■ Requirement ■
In full and without error, repeat the entries below.

■ Input data ■

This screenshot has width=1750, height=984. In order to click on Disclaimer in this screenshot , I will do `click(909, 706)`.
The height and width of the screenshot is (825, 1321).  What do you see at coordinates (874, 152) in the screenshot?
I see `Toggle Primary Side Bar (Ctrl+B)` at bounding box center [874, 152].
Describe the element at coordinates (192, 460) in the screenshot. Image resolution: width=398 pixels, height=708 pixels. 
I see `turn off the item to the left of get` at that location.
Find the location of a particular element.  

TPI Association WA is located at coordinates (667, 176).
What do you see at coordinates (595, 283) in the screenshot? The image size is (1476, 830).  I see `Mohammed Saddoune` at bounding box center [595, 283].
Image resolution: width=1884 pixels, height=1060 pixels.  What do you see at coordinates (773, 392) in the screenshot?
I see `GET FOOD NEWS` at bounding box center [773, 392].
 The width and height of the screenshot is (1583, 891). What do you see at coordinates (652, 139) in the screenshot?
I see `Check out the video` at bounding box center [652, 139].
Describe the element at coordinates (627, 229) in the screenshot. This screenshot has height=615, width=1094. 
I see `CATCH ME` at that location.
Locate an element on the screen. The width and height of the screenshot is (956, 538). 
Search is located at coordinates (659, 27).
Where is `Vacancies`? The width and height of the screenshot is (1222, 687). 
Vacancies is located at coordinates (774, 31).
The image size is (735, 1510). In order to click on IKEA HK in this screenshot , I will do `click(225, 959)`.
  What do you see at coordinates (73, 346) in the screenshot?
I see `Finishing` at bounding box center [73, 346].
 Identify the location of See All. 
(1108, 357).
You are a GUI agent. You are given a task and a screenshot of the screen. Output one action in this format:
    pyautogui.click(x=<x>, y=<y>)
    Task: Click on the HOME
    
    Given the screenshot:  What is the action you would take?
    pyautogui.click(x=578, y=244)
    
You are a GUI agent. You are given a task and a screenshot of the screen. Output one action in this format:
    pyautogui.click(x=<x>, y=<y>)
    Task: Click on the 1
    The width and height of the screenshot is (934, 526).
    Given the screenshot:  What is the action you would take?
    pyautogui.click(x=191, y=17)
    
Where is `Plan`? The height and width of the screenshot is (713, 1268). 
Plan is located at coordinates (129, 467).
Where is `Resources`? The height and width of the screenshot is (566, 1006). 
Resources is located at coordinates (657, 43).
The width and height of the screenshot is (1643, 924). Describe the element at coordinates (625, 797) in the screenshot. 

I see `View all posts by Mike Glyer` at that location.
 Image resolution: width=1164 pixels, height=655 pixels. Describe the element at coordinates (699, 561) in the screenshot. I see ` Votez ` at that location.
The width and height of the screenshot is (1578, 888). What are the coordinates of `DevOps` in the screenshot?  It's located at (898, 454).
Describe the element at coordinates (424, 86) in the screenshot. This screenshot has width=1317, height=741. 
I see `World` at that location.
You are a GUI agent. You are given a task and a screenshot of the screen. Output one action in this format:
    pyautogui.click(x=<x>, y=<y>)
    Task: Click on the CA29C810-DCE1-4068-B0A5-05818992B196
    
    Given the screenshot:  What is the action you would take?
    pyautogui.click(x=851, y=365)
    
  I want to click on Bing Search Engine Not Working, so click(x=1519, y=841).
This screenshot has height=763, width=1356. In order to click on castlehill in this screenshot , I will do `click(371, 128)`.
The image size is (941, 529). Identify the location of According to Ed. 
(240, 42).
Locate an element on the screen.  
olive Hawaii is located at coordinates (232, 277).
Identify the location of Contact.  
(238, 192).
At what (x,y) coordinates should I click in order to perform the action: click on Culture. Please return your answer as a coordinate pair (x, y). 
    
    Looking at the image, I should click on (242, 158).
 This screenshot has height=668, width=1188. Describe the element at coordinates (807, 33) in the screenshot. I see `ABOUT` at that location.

■ Result of this exercise ■
This screenshot has width=1750, height=984. In order to click on Disclaimer in this screenshot , I will do `click(909, 706)`.
The height and width of the screenshot is (825, 1321).  What do you see at coordinates (874, 152) in the screenshot?
I see `Toggle Primary Side Bar (Ctrl+B)` at bounding box center [874, 152].
Describe the element at coordinates (192, 460) in the screenshot. Image resolution: width=398 pixels, height=708 pixels. 
I see `turn off the item to the left of get` at that location.
Find the location of a particular element.  

TPI Association WA is located at coordinates (667, 176).
What do you see at coordinates (595, 283) in the screenshot? The image size is (1476, 830).  I see `Mohammed Saddoune` at bounding box center [595, 283].
Image resolution: width=1884 pixels, height=1060 pixels.  What do you see at coordinates (773, 392) in the screenshot?
I see `GET FOOD NEWS` at bounding box center [773, 392].
 The width and height of the screenshot is (1583, 891). What do you see at coordinates (652, 139) in the screenshot?
I see `Check out the video` at bounding box center [652, 139].
Describe the element at coordinates (627, 229) in the screenshot. This screenshot has height=615, width=1094. 
I see `CATCH ME` at that location.
Locate an element on the screen. The width and height of the screenshot is (956, 538). 
Search is located at coordinates (659, 27).
Where is `Vacancies`? The width and height of the screenshot is (1222, 687). 
Vacancies is located at coordinates (774, 31).
The image size is (735, 1510). In order to click on IKEA HK in this screenshot , I will do `click(225, 959)`.
  What do you see at coordinates (73, 346) in the screenshot?
I see `Finishing` at bounding box center [73, 346].
 Identify the location of See All. 
(1108, 357).
You are a GUI agent. You are given a task and a screenshot of the screen. Output one action in this format:
    pyautogui.click(x=<x>, y=<y>)
    Task: Click on the HOME
    
    Given the screenshot:  What is the action you would take?
    pyautogui.click(x=578, y=244)
    
You are a GUI agent. You are given a task and a screenshot of the screen. Output one action in this format:
    pyautogui.click(x=<x>, y=<y>)
    Task: Click on the 1
    The width and height of the screenshot is (934, 526).
    Given the screenshot:  What is the action you would take?
    pyautogui.click(x=191, y=17)
    
Where is `Plan`? The height and width of the screenshot is (713, 1268). 
Plan is located at coordinates (129, 467).
Where is `Resources`? The height and width of the screenshot is (566, 1006). 
Resources is located at coordinates (657, 43).
The width and height of the screenshot is (1643, 924). Describe the element at coordinates (625, 797) in the screenshot. 

I see `View all posts by Mike Glyer` at that location.
 Image resolution: width=1164 pixels, height=655 pixels. Describe the element at coordinates (699, 561) in the screenshot. I see ` Votez ` at that location.
The width and height of the screenshot is (1578, 888). What are the coordinates of `DevOps` in the screenshot?  It's located at (898, 454).
Describe the element at coordinates (424, 86) in the screenshot. This screenshot has width=1317, height=741. 
I see `World` at that location.
You are a GUI agent. You are given a task and a screenshot of the screen. Output one action in this format:
    pyautogui.click(x=<x>, y=<y>)
    Task: Click on the CA29C810-DCE1-4068-B0A5-05818992B196
    
    Given the screenshot:  What is the action you would take?
    pyautogui.click(x=851, y=365)
    
  I want to click on Bing Search Engine Not Working, so click(x=1519, y=841).
This screenshot has height=763, width=1356. In order to click on castlehill in this screenshot , I will do `click(371, 128)`.
The image size is (941, 529). Identify the location of According to Ed. 
(240, 42).
Locate an element on the screen.  
olive Hawaii is located at coordinates (232, 277).
Identify the location of Contact.  
(238, 192).
At what (x,y) coordinates should I click in order to perform the action: click on Culture. Please return your answer as a coordinate pair (x, y). 
    
    Looking at the image, I should click on (242, 158).
 This screenshot has height=668, width=1188. Describe the element at coordinates (807, 33) in the screenshot. I see `ABOUT` at that location.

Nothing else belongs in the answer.